The joint, public-private program was sponsored by "Fortune" business magazine and the U.S. State Department. This is the second such gathering, driven by the idea that people-to-people exchanges foster mutual respect and understanding.
For Maida Champara, an adviser in Bosnia-Herzegovina's Council of Competition, it was her first trip to the United States, and she said that face-to-face experience is invaluable and cannot be replaced by the Internet or publications.
Champara's mentor was Molly Ashby, the chief executive officer (CEO) of the financial firm Solera Capital in New York. The fact that Solera is a small firm, Champara says, was an advantage because she was able to observe many aspects of its operations in close proximity.
Breaking Through Stereotypes
The other eye-opener, she says, is that spending time with U.S. professionals helped her to overcome stereotypes about the United States, as well as helping her U.S. friends get past stereotypes that they might have had about Bosnia-Herzegovina:
"Everybody knows Bosnia just from the war, I think, Champara says. "And also because of the winter Olympics that Sarajevo had [in 1984]. I think that these are the only two things that are famous in the world about my country. And I just hope that I helped to change that picture, [to show] that there are women there who are educated, that we are not some [primitive] tribes that are fighting each other."
Despite learning a lot about U.S. competition law, which Champara says is far ahead of similar laws in the European Union, the most valuable experience for her was the opportunity to learn more about proper business etiquette, the art of negotiations, and other skills that make U.S. businesspeople highly competitive and successful around the world.
"For me it is actually more about, not about the practice, it is more about the behavior and running a business," she says. "When you see how people here are preparing for their meetings, how they are communicating with other people -- for me, [it] was much different than things that I learned in Bosnia because they are more informal here, I had that feeling."
Business Networking
Yunna Rezaeva, another participant in the 2007 women-leaders partnership, runs a group of restaurants, bakeries, art galleries and souvenir shops in Russia's Far East. Her restaurant, Nostalgiya, in Vladivostok was awarded the Golden Crane award in 2000 as the best restaurant in Russia.
Rezaeva is interested in expanding the bakery business by learning new methods of production, employing new equipment, and developing new recipes. Her mentors were Pat Curran and Linda Dillman, senior executives at Wal-Mart, the world's largest company.
In addition to getting invaluable experience in U.S. business practices, Rezaeva says, her stay in the United States allowed her to network face-to-face and to establish contacts that may be useful for the expansion of her businesses.
As for the restaurant business, she says, the principles for maintaining a good restaurant are pretty much the same in Russia and in the United States.
"I consider my restaurant to be a good restaurant and find many common traits with good restaurants here, in America," Rezaeva says. "The first, main ingredient of a good restaurant is the delicious food, then excellent service, and the ambience."
Asparagus And Oysters
Thomas Keller, who is the only U.S. chef and restaurateur to be awarded three-star rating from the Michelin guide, lists the qualities of a good restaurant in exactly the same order -- "product and execution."
Keller, who attended a culinary conference in Moscow in 2005, says that in a culinary sense Russia has changed tremendously since the era of glasnost and perestroika.
"Certainly, there are extraordinary opportunities in the old Eastern bloc countries," Keller says. "Russia is an amazing place. It will be wonderful to look and to see what they are doing and how they are trying to interpret their cuisine again and watch them grow from [what like] America was 30 years ago when we started to embrace cuisine again."
Rezaeva says that as a result of her participation in the 2007 women-leaders partnership program she may be able in the near future to import some of the ingredients for her restaurant from distributors in northern California who are closer to Vladivostok than the purveyors she deals with now.
"For example, we don't grow asparagus," she says. "How do we deal with it? We are having it flown from Moscow. Or oysters? Our sea is not really clean now; it is dangerous to eat local oysters, so we are having them flown in from Cyprus."
Such long trips make the final product, Rezaeva says, significantly more expensive than if it were flown in from San Francisco or Vancouver, which are less than 10-hour flight from Vladivostok.
Both "Fortune" magazine and the U.S. State Department consider the first two women-leaders partnership programs successful and intend to expand the initiative in 2008.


> _Problem to solve_:
Everything in the records below goes into the copy exactly, except the pictures.

==============================

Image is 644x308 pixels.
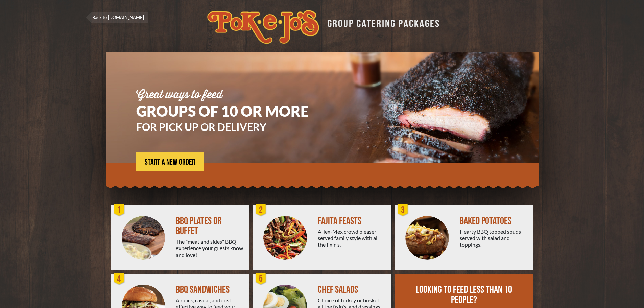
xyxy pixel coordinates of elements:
[405,216,449,260] img: PEJ-Baked-Potato.png
[207,10,320,44] img: logo.svg
[255,272,268,286] div: 5
[176,238,244,258] div: The "meat and sides" BBQ experience your guests know and love!
[318,216,386,226] div: FAJITA FEASTS
[460,228,528,248] div: Hearty BBQ topped spuds served with salad and toppings.
[136,122,329,132] h3: FOR PICK UP OR DELIVERY
[318,228,386,248] div: A Tex-Mex crowd pleaser served family style with all the fixin’s.
[396,204,410,217] div: 3
[136,152,204,171] a: START A NEW ORDER
[460,216,528,226] div: BAKED POTATOES
[318,285,386,295] div: CHEF SALADS
[176,216,244,236] div: BBQ PLATES OR BUFFET
[145,158,196,166] span: START A NEW ORDER
[112,272,126,286] div: 4
[264,216,307,260] img: PEJ-Fajitas.png
[86,12,148,23] a: Back to [DOMAIN_NAME]
[176,285,244,295] div: BBQ SANDWICHES
[323,16,440,29] div: GROUP CATERING PACKAGES
[415,285,513,306] div: LOOKING TO FEED LESS THAN 10 PEOPLE?
[136,90,329,101] div: Great ways to feed
[112,204,126,217] div: 1
[136,104,329,118] h1: GROUPS OF 10 OR MORE
[121,216,166,260] img: PEJ-BBQ-Buffet.png
[255,204,268,217] div: 2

==============================

> _Exercise output_:
Image is 644x308 pixels.
xyxy pixel coordinates of elements:
[405,216,449,260] img: PEJ-Baked-Potato.png
[207,10,320,44] img: logo.svg
[255,272,268,286] div: 5
[176,238,244,258] div: The "meat and sides" BBQ experience your guests know and love!
[318,216,386,226] div: FAJITA FEASTS
[460,228,528,248] div: Hearty BBQ topped spuds served with salad and toppings.
[136,122,329,132] h3: FOR PICK UP OR DELIVERY
[318,228,386,248] div: A Tex-Mex crowd pleaser served family style with all the fixin’s.
[396,204,410,217] div: 3
[136,152,204,171] a: START A NEW ORDER
[460,216,528,226] div: BAKED POTATOES
[318,285,386,295] div: CHEF SALADS
[176,216,244,236] div: BBQ PLATES OR BUFFET
[145,158,196,166] span: START A NEW ORDER
[112,272,126,286] div: 4
[264,216,307,260] img: PEJ-Fajitas.png
[86,12,148,23] a: Back to [DOMAIN_NAME]
[176,285,244,295] div: BBQ SANDWICHES
[323,16,440,29] div: GROUP CATERING PACKAGES
[415,285,513,306] div: LOOKING TO FEED LESS THAN 10 PEOPLE?
[136,90,329,101] div: Great ways to feed
[112,204,126,217] div: 1
[136,104,329,118] h1: GROUPS OF 10 OR MORE
[121,216,166,260] img: PEJ-BBQ-Buffet.png
[255,204,268,217] div: 2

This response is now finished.